Still, as Mr. Amis maintains, most intellectuals have been politically apathetic. We have all, I think, been demoralised to some extent by the long inflationā€”by the longest boom in the history of capitalism. The salaried intellectual throughout this period has had full employment on half pay. He has been preoccupied by personal problems of making ends meet while the workers, for whom he used to feel sorry, have been consuming with indecent conspicuousness. They neither aroused nor needed his sympathy. And in prosperity they are less attractive.

Mr. Amis attributes a good deal of political apathy or right-wing sympathy among intellec- tuals to the writings of Orwell and Koestler and the loss of confidence in Russia. Orwell, he says, was the man who above all others was qualified to become the candid friend the Labour Party needed so much in the years after 1945. 'But what he did was to become a right-wing propagandist by nega- tion, or at any rate a supremely powerful, though unconscious, advocate of political quietism.'

We are now, I believe, at the start of the revival of political interest caused by the Hungarian tragedy and the Suez folly. It looks as though these events came too late to allow Mr. Antis to do more than add a paragraph or two to his stimula- ting essay. Unlike me, he seems to think that the new interest of the intellectual in politics will be short-lived.

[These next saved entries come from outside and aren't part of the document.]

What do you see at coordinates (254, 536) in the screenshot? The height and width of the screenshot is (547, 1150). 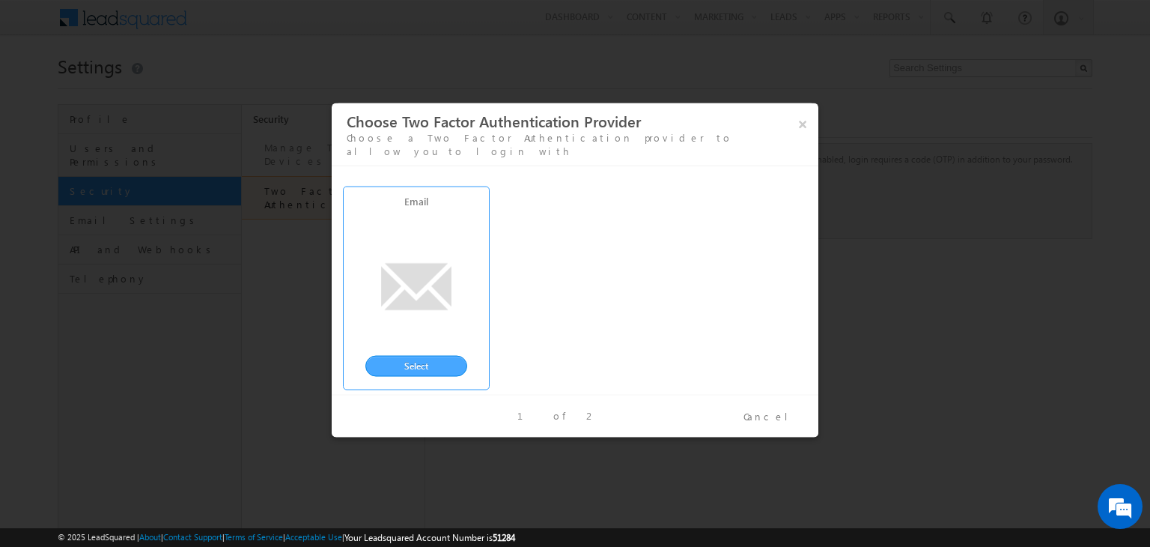 I see `a: Terms of Service` at bounding box center [254, 536].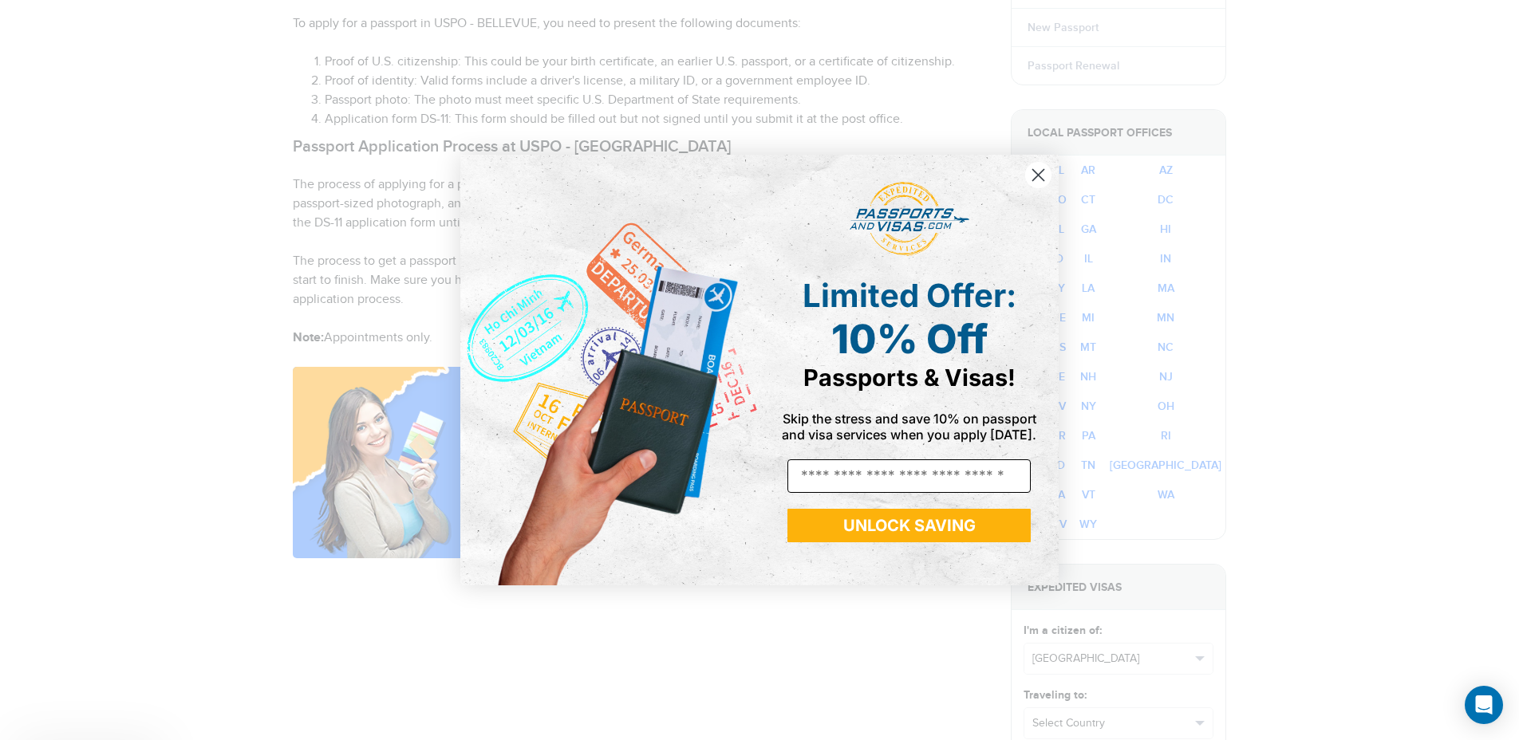 This screenshot has width=1519, height=740. I want to click on div: Open Intercom Messenger, so click(1484, 705).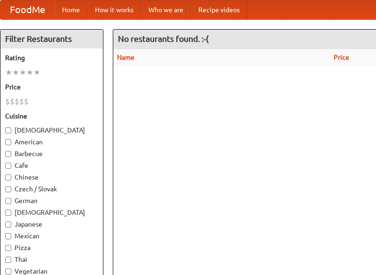  I want to click on input: Pizza, so click(8, 247).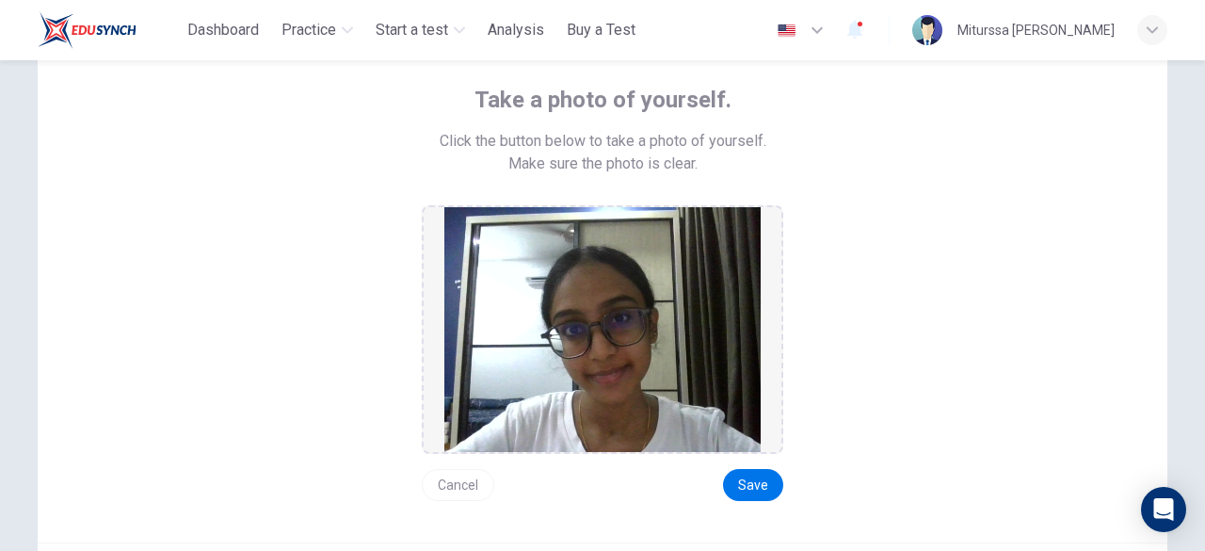 This screenshot has width=1205, height=551. I want to click on span: Click the button below to take a photo of yourself., so click(602, 141). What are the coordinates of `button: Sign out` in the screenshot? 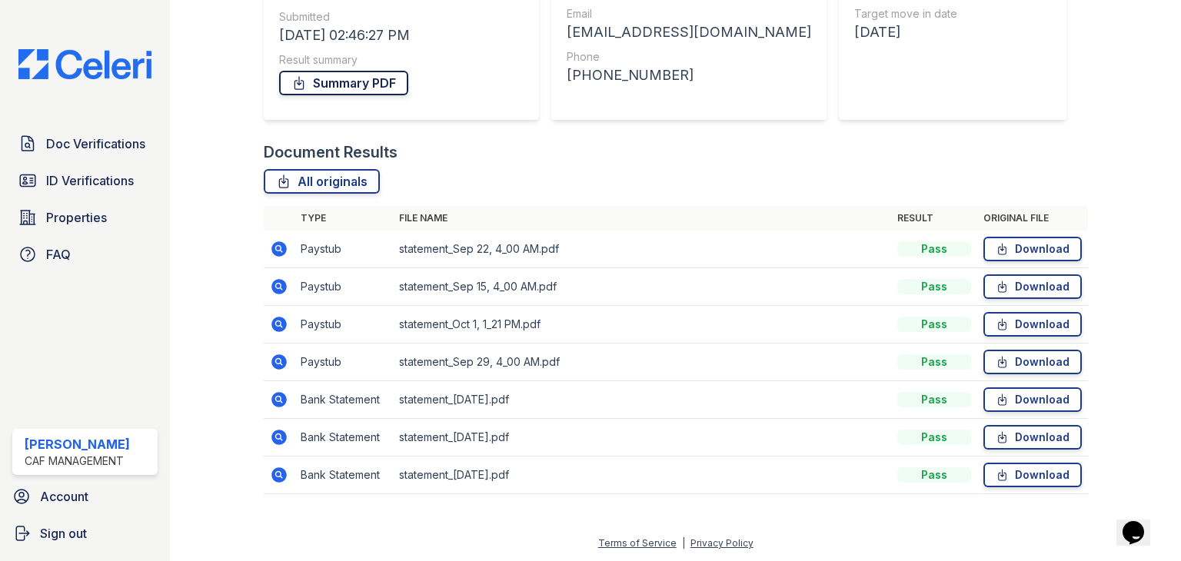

I am, however, not alone in my belief. One of the iiublishers who did well out of the political revival of the Thirties (and did well by it) tells me that he thinks that we are in for a new age of intellectual political activity and that the day of the political book has conic back. Who is going to write these political works? Even Mr. Cyril Connolly thinks that no longer is a writer to be judged onā€”what was the melodic line with which he closed Horizon?ā€”`the something of his melancholy and the resonance of his despair.' By that, I take it, he means that it is time for the writer to lift up his eyes from time to time from his anguished navel and take a critical, perhaps even a creative, interest, as Mr. Antis is doing in those sections of society that he knows best.